Originally Posted by
mona amon
Catherine is a Diva...
And there's also the way the plot unfolds. Heathcliff is the outsider, the disruptive force in the closed world of Wuthering Heights and the Grange. He wreaks havoc for a while, but by the end of the book all traces of him and his progeny have completely vanished. The Earnshaw and Linton heirs continue to survive and prosper, and peace and harmony return to this small corner of the world.
I disagree she's a Diva but more particularly with your ending. Your analysis scarcely accounts for the enduring affection and generosity of Catherine towards Heathcliff. Good Mr Earnshaw daughter sees something in him that you don't. And what of the character of Catherine's daughter?
If all traces have been lost, what of Mr Lockwood's ghost and Nelly's account:
But the country folks, if you ask them, would swear on the Bible that he walks: there are those who speak to having met him near the church, and on the moor, and even within this house. Idle tales, you’ll say, and so say I. Yet that old man by the kitchen fire affirms he has seen two on ’em looking out of his chamber window on every rainy night since his death:—and an odd thing happened to me about a month ago. I was going to the Grange one evening—a dark evening, threatening thunder—and, just at the turn of the Heights, I encountered a little boy with a sheep and two lambs before him; he was crying terribly; and I supposed the lambs were skittish, and would not be guided.
‘What is the matter, my little man?’ I asked.
‘There’s Heathcliff and a woman yonder, under t’ nab,’ he blubbered, ‘un’ I darnut pass ’em.’

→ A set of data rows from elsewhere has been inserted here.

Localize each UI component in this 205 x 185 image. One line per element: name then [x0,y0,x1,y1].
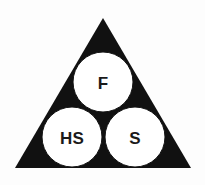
circle-label-s: S [129,129,141,148]
circle-label-hs: HS [60,129,84,148]
triangle-venn-diagram: F HS S [0,0,205,185]
circle-group-s[interactable]: S [105,107,165,167]
circle-label-f: F [98,74,109,93]
circle-group-f[interactable]: F [73,52,133,112]
circle-group-hs[interactable]: HS [42,107,102,167]
diagram-container: F HS S [0,0,205,185]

I saw nothing; but neither the sheep nor he would go on so I bid him take the road lower down. He probably raised the phantoms from thinking, as he traversed the moors alone, on the nonsense he had heard his parents and companions repeat. Yet, still, I don’t like being out in the dark now; and I don’t like being left by myself in this grim house: I cannot help it; I shall be glad when they leave it, and shift to the Grange.